Despite these wins in East Germany, support for the AfD remains shaky on a national scale, with the party’s popularity in the polls recently taking a hit following a court ruling maintaining the classification of the AfD as a suspected right-wing extremist organization, which was implemented by the Federal Office for the Protection of the Constitution (BfV) in 2021.

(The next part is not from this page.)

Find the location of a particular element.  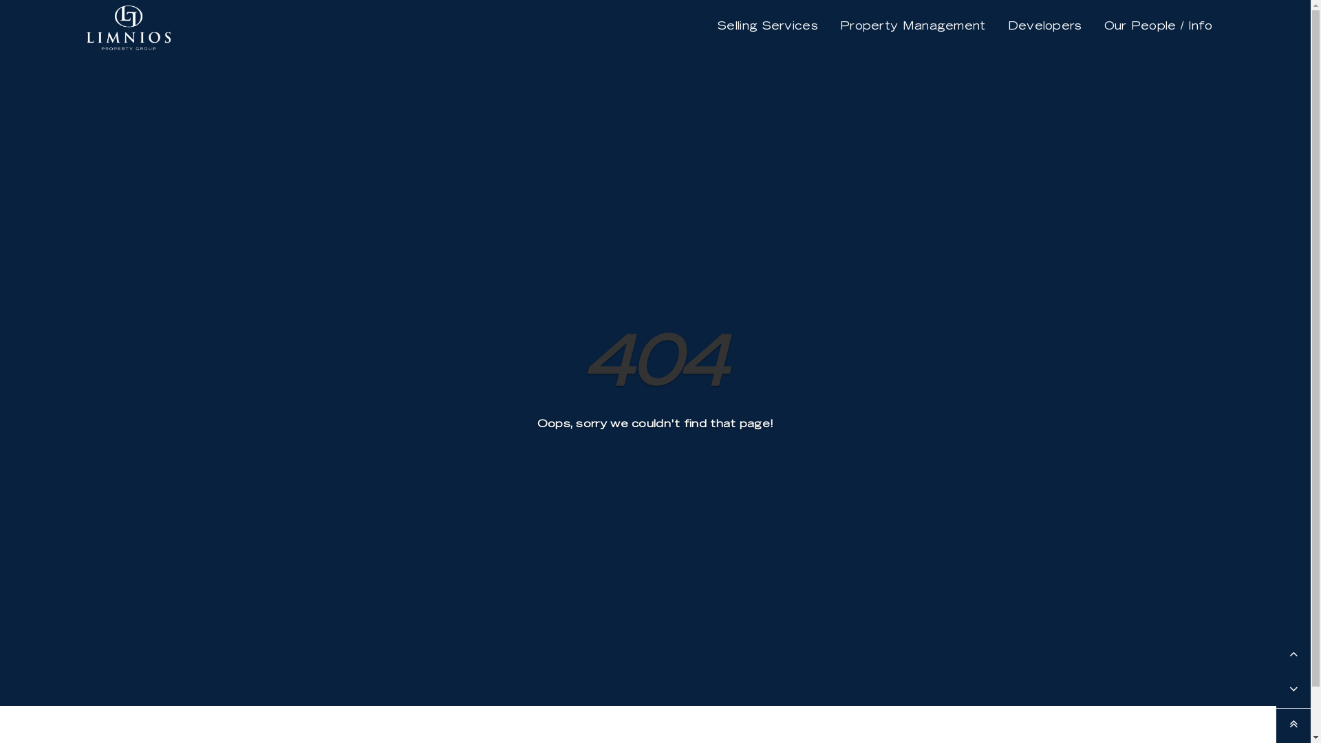

scroll up is located at coordinates (1294, 656).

Since this court ruling, alongside numerous controversies such as a representative in Thuringia’s Landtag, Bjorn Hocke’s, usage of the Nazi slogan “Alles fur Deutschland,” the AfD has seen a dip in popularity. In January, at the height of the party’s popularity, 22 percent of voters nationwide stated they intended to vote for the party in a poll by Politico, making the AfD the second most popular party behind the Christian Democratic Union (CDU) of Germany and their Bavarian sister party, the Christian Social Union in Bavaria (CSU). Now, however, the party has dropped to just 17 percent in the same poll, in a close race with Germany’s Social Democrats (SPD).

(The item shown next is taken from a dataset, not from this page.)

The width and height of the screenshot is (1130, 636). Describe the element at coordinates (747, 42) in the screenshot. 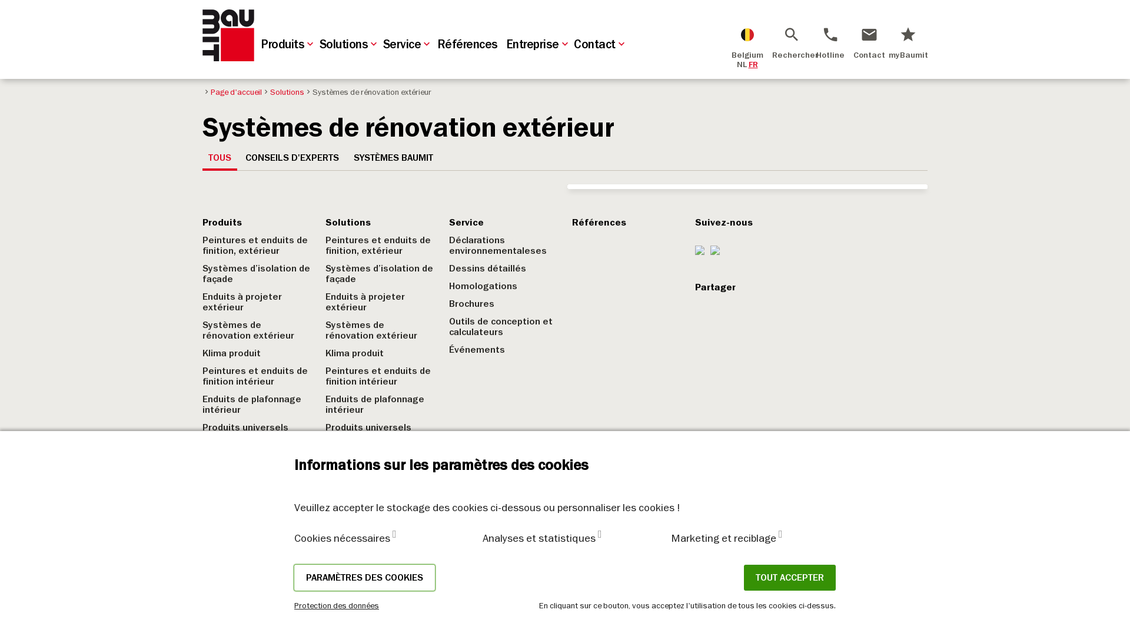

I see `Belgium` at that location.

Bjorn Hocke, a controversial figure within German politics. (Photo – Jens Schlueter/Getty Images)

This drop in popularity is largely considered the byproduct of the aforementioned controversies, along with a divisive meeting in November attended by two members of the AfD where attendees allegedly discussed the “remigration” of those “unassimilated” to German culture to their home countries or a newly created state in North Africa, whether they held German passports or not. The meeting, which was leaked by Correctiv, a German investigative journalism outlet, consisted of two members of the AfD, “neo-nazis,” and a number of other political activists.

The party is further weakened by other parties refusing to cooperate with the AfD, making a coalition government improbable for the party. But this refusal is not limited to national politics. Recently, Marine Le Pen’s right-wing nationalist European Parliament coalition known as Identity and Democracy (ID) expelled the AfD from the organization, citing comments made by Maximilian Krah, a former MEP for the AfD and leading candidate in the upcoming EU elections, wherein the politician stated that the Waffen SS were “not all criminals.”

A Potential Ban

These controversies, along with what many believe to be extremism from the AfD, have led some to suggest banning the political party in order to protect the democratic process in Germany. Such a ban would have to undergo an extensive court case and investigation by authorities. Hocke’s ruling, however, may grant the process further credibility, offering a chance of a party ban.

In order to ban a political party in Germany, a case would have to first be requested by either the Bundestag (the German federal governing body) or the Bundesrat (the federal representation of the sixteen German states). The BfV would then have to prove that the AfD actively seeks to end the democratic process in Germany.


The headquarters of the German Federal Office for the Protection of the Constitution. (Photo – Bundesamt für Verfassungsschutz)

“At this point, a procedure to ban the party would still have to identify an element that is actively militant, in other words, that acts according to a plan,” the President of the Thuringian BfV, Stephan Kramer, stated. “For this to happen, it is not necessary that any crimes have been committed.”

Others have condemned this idea, with some claiming such a ban would only further the party’s support, especially due to the AfD’s claims that they are the target of a concerted government effort to remove an opposition party from running for office.

“The establishment of this state—and that includes the BfV and the media—is being used to exclude us from democratic competition,” Weidel stated following the Monday ruling.

“You can’t simply ban a party that gets 20–30 percent approval,” Volker Boehme-Nessler, a political scientist, told the eastern German broadcaster MDR, which broadcasts for the federal states of Saxony, Saxony-Anhalt, and most notably Thuringia, where the party has achieved most of its success.